The story of Anna Portnova is one of millions. More than a million people passed through the Kolyma camps alone. The total number of repressed in the USSR is unknown, the archives are still classified. But there are estimations – some say about 4 million, while others say that more than 15 million people suffered from repressions. But no matter how many people survived the GULAG, the whole country lived in fear of it. And this fear did not go anywhere. The USSR collapsed, the Iron Curtain collapsed, but the fear and sense of insecurity remained. It was inherited from parents to children and grandchildren.

Read also: when the memories of a war veteran surface 30 years on

I don’t know when exactly this fear, like a ring of omnipotence, acquired new power. The Russian government was escalating repression. They jailed activists, journalists, eco activists... The list of political prisoners grew by the day. New laws were adopted, making it easier and easier to imprison people. After each rally, we had hundreds of arrests, dozens of criminal cases, searches and detentions. We were getting used to it.

The country started to write denunciations again. I remember the feeling of sticky anxiety that comes at the sight of a policeman in Russia. You're not guilty of anything. You haven't done anything, but just seeing a policeman makes you anxious and want to hurry away. We’re used to it, too.

Yegor Lesnykh, the main subject of one of the documentaries I made, got three years in prison. At one of the rallies, Yegor saw policemen beating up a guy and a girl, they were screaming for help. He tried to pull the policeman away. The video perfectly shows that the policeman did not get any injuries. The investigators came to Yegor’s apartment at 5:30 in the morning. This was a common time for searches and arrests, both during Stalin’s and Putin’s times. Usually, law enforcers introduce themselves as neighbours from downstairs, saying that water is dripping from the ceiling. The sleepy people believe them and open the door.

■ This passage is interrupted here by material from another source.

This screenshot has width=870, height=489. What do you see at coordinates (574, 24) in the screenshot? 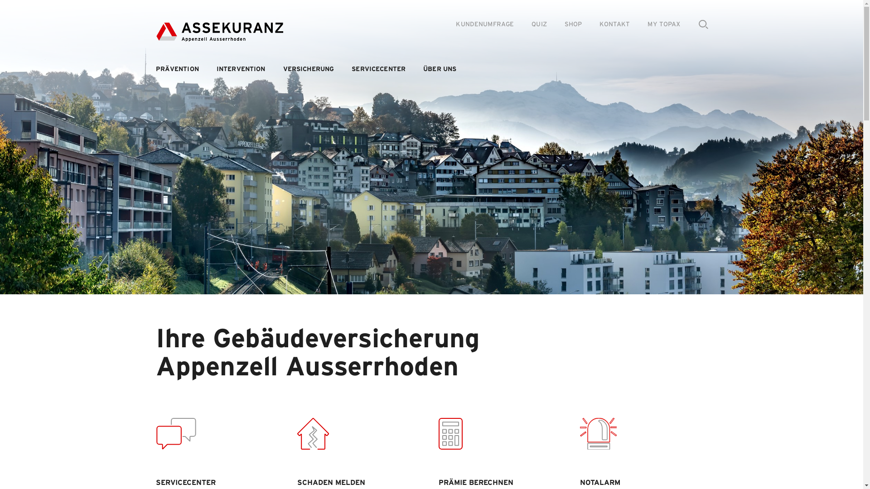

Last year, after the rallies in support of Alexei Navalny, the police started coming in with searches and arrests. They used surveillance cameras to identify those who were at the rally and came to their homes to get them. People sat at home and listened to the footsteps in the stairwell. They got used to that, too.

They’re also used to the fact that they could be put in jail for a post on social networks. We’re used to the fact that the child custody agency can take a child away, or make your life a living hell. That they can expel you from university for participating in a rally, or fire you from your job. And it’s Russian roulette, it may or may not shoot. You get used to it. But getting used to it doesn’t mean that you stop feeling fear. It’s just that fear also becomes the norm. When I tell my friends who stayed in Russia that the police came to my house in Moscow twice in two months, they respond: “What’s the big deal, it’s normal, they just came to talk. Now they are coming to everyone.” And indeed they come to a lot of people. People who once shouted at a rally or wrote anti-war posts on social networks. And we get used to it again.

We get used to the fact that on Fridays the authorities announce new “foreign agents”, that criminal cases are opened for discrediting the Russian troops that are waging war in Ukraine and that this can lead to up to 15 years in prison. That there is practically no one to write and tell about the new prisoners and the old ones, because all the independent media in Russia have been shut down.

Also, some people have a fear of communicating with those who have left. They don’t seem to have the status of “enemy of the people” yet, but the fear of becoming a relative of this enemy or a friend is there.

Despite this fear, there are still people in Russia who go out on solitary pickets or write “No to War” on the walls. There are still journalists who, no matter what, continue to do their job.

And more and more often I think of Anna Portnova, a former GULAG prisoner who had no strength to rejoice in Stalin’s death, but who carried her fear through her entire life.